New York State ended 2022 with nearly 105,000 more private-sector payroll jobs than previously estimated, according to updated statistics released today by the state Department of Labor—which also point to a continuing regional imbalance in New York’s post-pandemic employment recovery.
Based on the federally mandated annual “benchmarking” of statistical estimates based on unemployment insurance filings, the Labor Department report says there were 8,278,800 jobs in New York on a seasonally unadjusted basis as of December, which was 104,800 more than estimated by the Department in its January jobs report. The 12-month average came to 8,076,900 last year, 80,950 more than the average from January estimates, and up 5.6 percent from 2021.
New York City alone accounted for more than half that adjustment, with 59,100 more private jobs as of December than previously estimated. Including adjustments to previous employment estimates for Long Island and the lower Hudson Valley, the downstate changes accounted for 82 percent of the total increase in the benchmarked seasonally adjusted data—compared to the region’s 72 percent share of statewide private employment in February 2020, the last month of normal economic activity before the widespread business lockdowns ordered by then-Governor Cuomo once the pandemic hit.

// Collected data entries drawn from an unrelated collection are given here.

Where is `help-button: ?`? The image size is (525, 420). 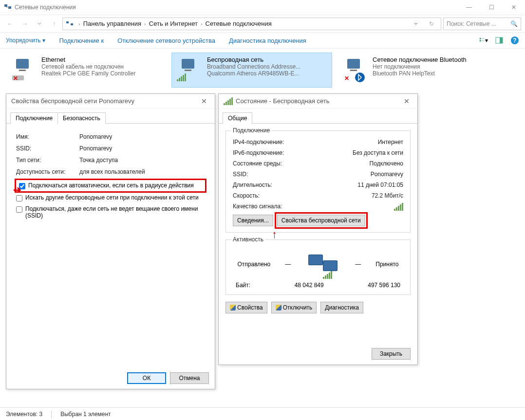 help-button: ? is located at coordinates (515, 40).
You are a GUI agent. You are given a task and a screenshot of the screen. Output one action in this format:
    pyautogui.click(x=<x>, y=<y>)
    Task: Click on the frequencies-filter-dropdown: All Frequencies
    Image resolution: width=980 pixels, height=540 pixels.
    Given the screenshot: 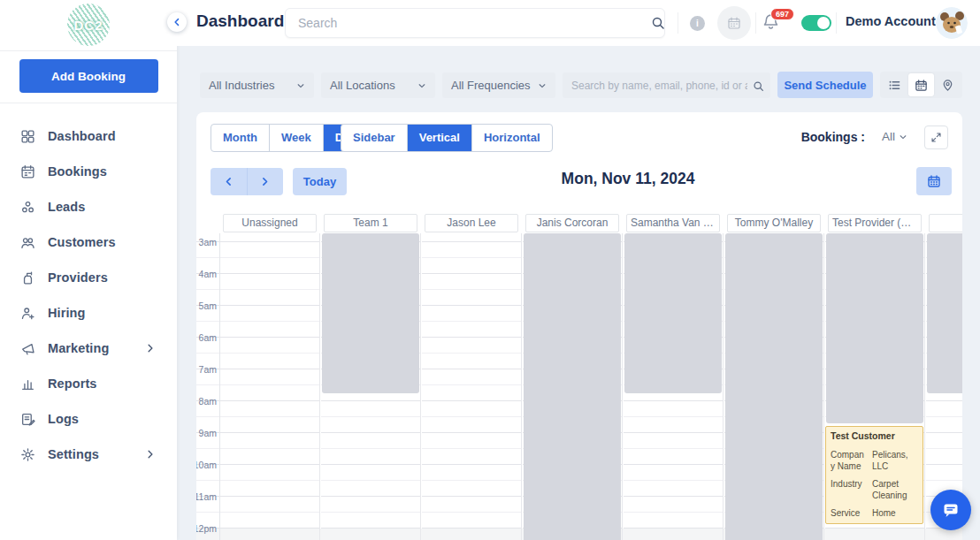 What is the action you would take?
    pyautogui.click(x=499, y=85)
    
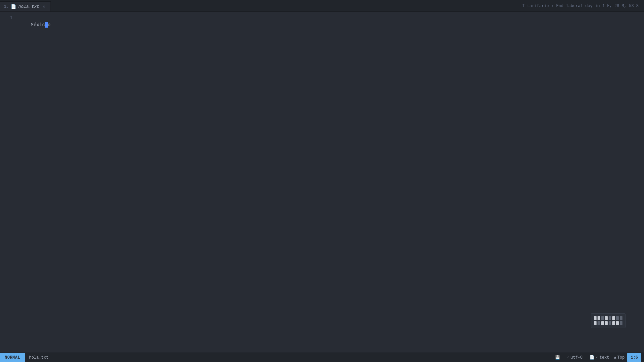  Describe the element at coordinates (619, 358) in the screenshot. I see `status-top-label: ▲ Top` at that location.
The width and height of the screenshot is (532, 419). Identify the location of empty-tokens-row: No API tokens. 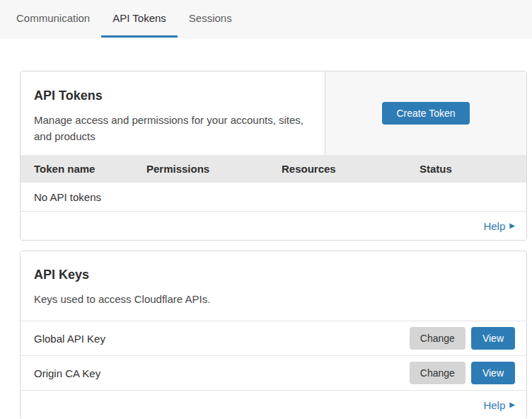
(273, 197).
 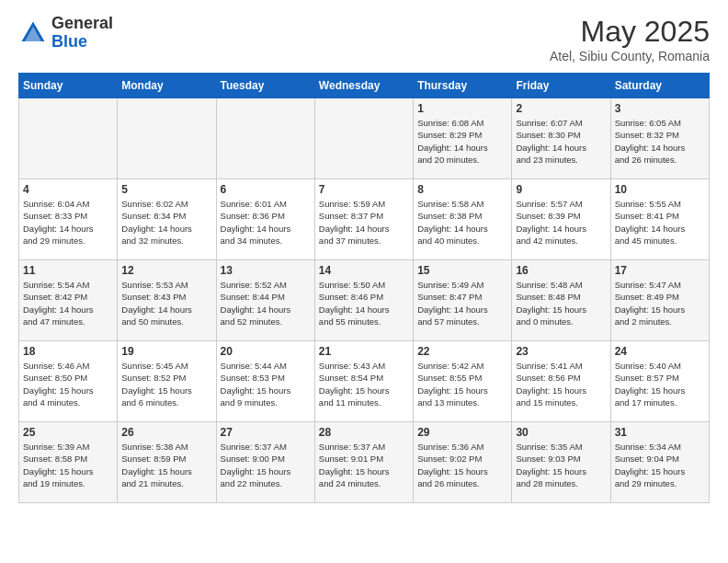 I want to click on table-row: 10Sunrise: 5:55 AM Sunset: 8:41 PM Dayli…, so click(x=660, y=220).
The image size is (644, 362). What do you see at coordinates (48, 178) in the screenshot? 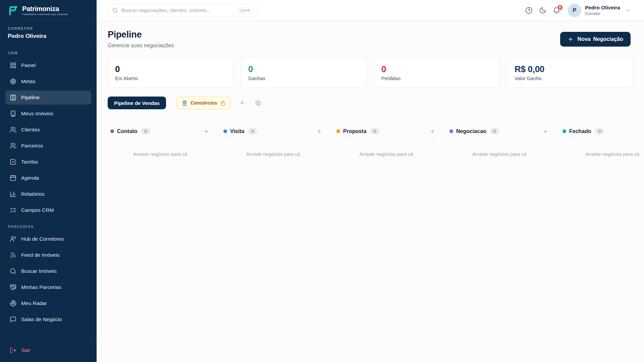
I see `sidebar-item-agenda: Agenda` at bounding box center [48, 178].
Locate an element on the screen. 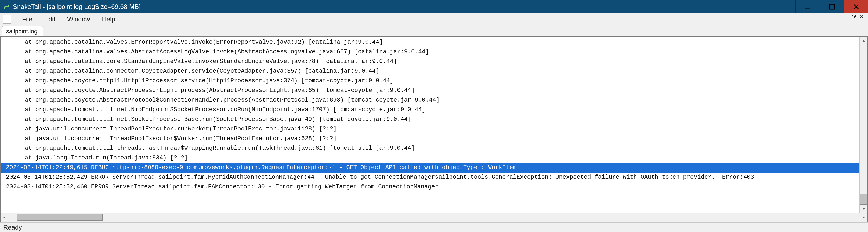  window-controls is located at coordinates (832, 7).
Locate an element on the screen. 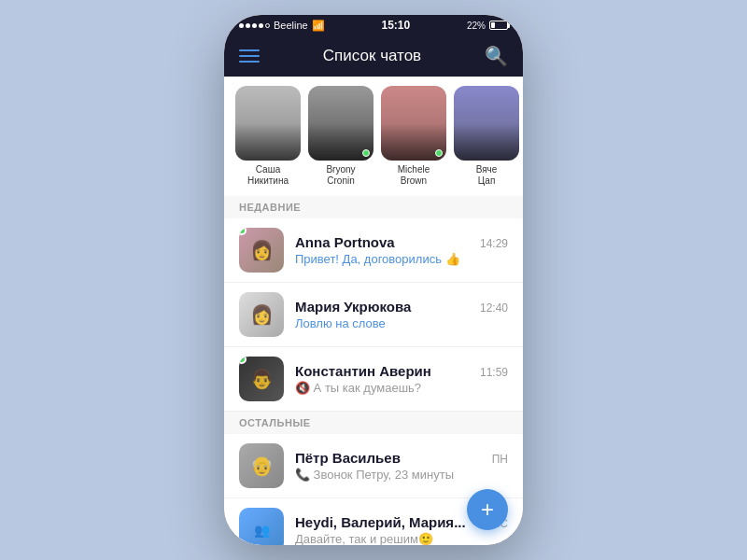 This screenshot has width=747, height=560. story-online-michele is located at coordinates (439, 153).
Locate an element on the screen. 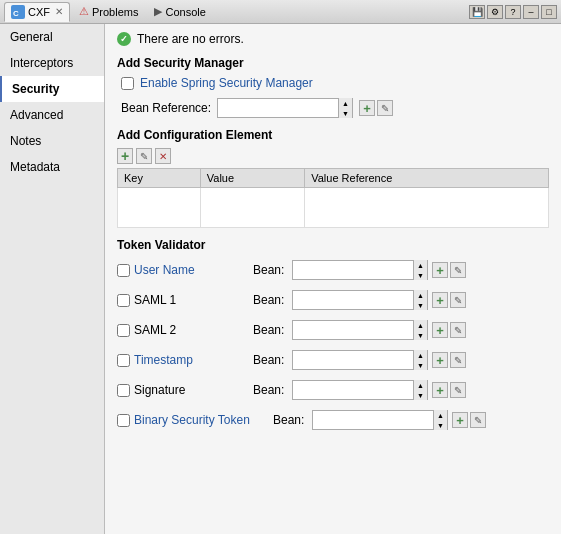  token-saml2-spinner: ▲ ▼ is located at coordinates (420, 330).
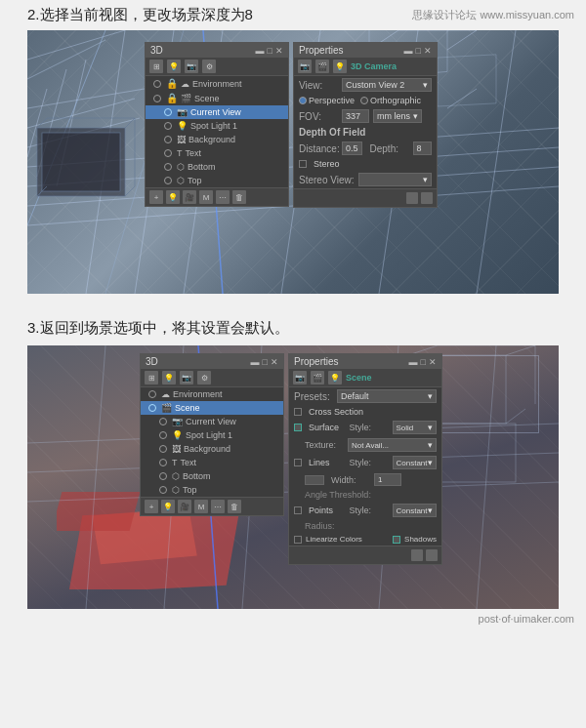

The benchmarked data provide further indication that—at least as measured by private job counts—the pandemic economic hangover has been more severe in upstate than downstate, even though New York City was the epicenter of the Covid-19 outbreak in March 2020.

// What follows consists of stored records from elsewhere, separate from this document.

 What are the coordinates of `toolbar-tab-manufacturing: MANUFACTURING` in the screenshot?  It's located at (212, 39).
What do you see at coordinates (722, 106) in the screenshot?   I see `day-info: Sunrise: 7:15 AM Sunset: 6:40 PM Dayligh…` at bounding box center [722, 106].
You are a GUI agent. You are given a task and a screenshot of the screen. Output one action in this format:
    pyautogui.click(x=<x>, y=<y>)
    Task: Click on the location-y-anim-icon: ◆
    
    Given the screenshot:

Private employment in January was pegged at 8,063,000—higher than that month in 2018, but still 103,200 jobs below the level in January 2020, two months before the pandemic hit.
Area breakdowns
Private employment in New York in January was up 4.3 percent from the same month in 2022, a higher rate of increase than the rest of the country, which has already moved back above pre-pandemic levels. As shown in the table below, the latest year-to-year growth also has been slower upstate than downstate.
Among the state’s largest areas, Rochester turned in the weakest performance with growth of just 1.2 percent. With an increase of 4.5 percent, Albany-Schenectady-Troy showed the strongest growth of any area outside New York City (+6.2 percent). Other than New York City and Albany-Schenectady-Troy, only Glens Falls and Kingston managed to exceed (slightly) the national private job-creation pace of 3.6 percent.
Unemployment
Based on a household survey separate from the benchmarked job count, New York’s statewide unemployment rate increased slightly, to 4.2 percent from 4.1 percent the previous month, even as unemployment nationally was dropping to just 3.4 percent. The upstate-downstate difference flips when it comes to the unemployment rate, which rose in New York City while holding steady in the rest of the state, as shown in the Labor Department chart below.